Mr Emdur said the bidders were a mix of first homebuyers, investors and builders. He estimated it would cost $200,000-$500,000 to restore the property.

“It was a good result considering the condition of the property and how much you’d need to spend,” Mr Emdur said.

Chippendale auction

Family of the seller Roxanne Giles and cousin Brendan Giles.

The property last traded in 1995 for $166,000. The Giles family, relatives of the elderly owner, sold the property on her behalf.

The owner’s niece said she was “pleased” with the result after initi­ally being nervous. “It was a good price for what the home is,” she said.

Housing experts said this week’s bump in scheduled sales, unusual for winter, was the result of on-site auction bans in April and early May. Many vendors pulled their properties off the market during the period or held off selling altogether.

CoreLogic data showed sellers have had mixed results under the hammer since the first lockdowns were imposed in late March. The Sydney-wide auction clearance rate for the three months to June was 51 per cent.

The auction for a house at Brookpine Place, West Pennant Hills attracted a crowd.

In the Hills area, a four-bedroom house on a 905sqm block in West Pennant Hills sold for $1.46 million, $90,000 over reserve. Ten bidders registered for the auction of the Brookpine Pl home and 30 bids were placed.

Auctioneer Stu Benson said presentation played a part in driving up the price. “Buyers could immediately see themselves living here,” he said. “With COVID’s long-term economic impart still uncertain for many, buying a house that immediately feels like a home instils confidence.”

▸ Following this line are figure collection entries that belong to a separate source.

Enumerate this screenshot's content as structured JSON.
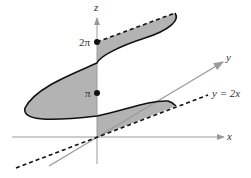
{
  "figure": {
    "axes": {
      "x_label": "x",
      "y_label": "y",
      "z_label": "z"
    },
    "ticks": {
      "two_pi": "2π",
      "pi": "π"
    },
    "line_label": "y = 2x",
    "colors": {
      "fill": "#b3b3b3",
      "axis": "#9a9a9a",
      "curve": "#111111"
    }
  }
}
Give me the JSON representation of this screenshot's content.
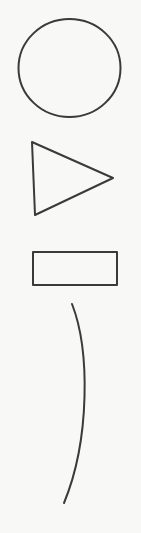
{
  "diagram": {
    "style": "hand-drawn sketch on paper",
    "background_color": "#f8f8f6",
    "stroke_color": "#3a3a3a",
    "shapes": [
      {
        "type": "circle",
        "label": "",
        "cx": 69.5,
        "cy": 68,
        "rx": 51,
        "ry": 49
      },
      {
        "type": "triangle",
        "label": "",
        "points": "32,142 113,178 35,215"
      },
      {
        "type": "rectangle",
        "label": "",
        "x": 33,
        "y": 252,
        "width": 84,
        "height": 33
      },
      {
        "type": "arc",
        "label": "",
        "path": "M72,304 C90,350 90,440 64,503"
      }
    ]
  }
}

In the south, vendors of larger houses had to drop their reserve prices midway through their Saturday auctions to get their properties sold.

A two-level house on Billara Ave in Gymea Bay sold under the hammer for $1.135 million, which was $50,000 below the seller’s original reserve.

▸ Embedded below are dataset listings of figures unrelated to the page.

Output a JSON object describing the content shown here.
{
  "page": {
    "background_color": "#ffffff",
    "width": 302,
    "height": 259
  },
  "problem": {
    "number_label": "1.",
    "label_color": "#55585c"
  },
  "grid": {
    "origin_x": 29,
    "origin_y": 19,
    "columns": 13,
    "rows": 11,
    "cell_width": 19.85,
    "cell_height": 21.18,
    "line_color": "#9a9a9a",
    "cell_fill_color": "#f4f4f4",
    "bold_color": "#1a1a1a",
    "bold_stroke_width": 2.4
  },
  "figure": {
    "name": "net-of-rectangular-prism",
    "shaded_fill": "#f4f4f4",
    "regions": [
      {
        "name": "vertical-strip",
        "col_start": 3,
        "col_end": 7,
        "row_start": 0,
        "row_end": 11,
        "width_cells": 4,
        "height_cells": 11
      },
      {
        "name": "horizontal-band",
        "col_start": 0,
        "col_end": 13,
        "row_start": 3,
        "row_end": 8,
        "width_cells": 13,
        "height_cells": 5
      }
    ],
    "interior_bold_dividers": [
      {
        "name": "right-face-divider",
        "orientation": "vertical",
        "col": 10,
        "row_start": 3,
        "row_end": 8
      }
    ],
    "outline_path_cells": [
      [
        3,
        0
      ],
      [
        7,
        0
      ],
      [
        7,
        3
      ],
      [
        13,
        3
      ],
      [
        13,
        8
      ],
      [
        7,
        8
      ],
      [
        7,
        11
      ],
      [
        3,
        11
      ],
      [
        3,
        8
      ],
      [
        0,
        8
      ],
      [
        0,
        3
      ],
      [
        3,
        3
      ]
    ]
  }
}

The Billara Ave house in Gymea Bay.

The two registered bidders each placed a single bid for the four-bedroom house on a cul-de-sac, with the underbidder making the opening bid of $1.1 million. The 550sqm property last sold in 1988 for $155,000.

Another two-level house, on Bell Ave in Beverly Hills, sold under the hammer for $1.485 million – also below the original reserve.

The sellers of the five-bedroom, two-bathroom house had set a reserve of $1.55 million before the auction.

Auctioneer Andrew Cooley at the sale of a house on Bell Ave in Beverly Hills.

The Bell Ave house last sold in 2016.

Auctioneer Andrew Cooley received an opening bid of $1.3 million and two of the five registered bidders participated in the auction. “All the (registered) buyers were young families upsizing,” Mr Cooley said.

The Bell Ave house had last sold in 2016 for $1.32 million, sales records showed.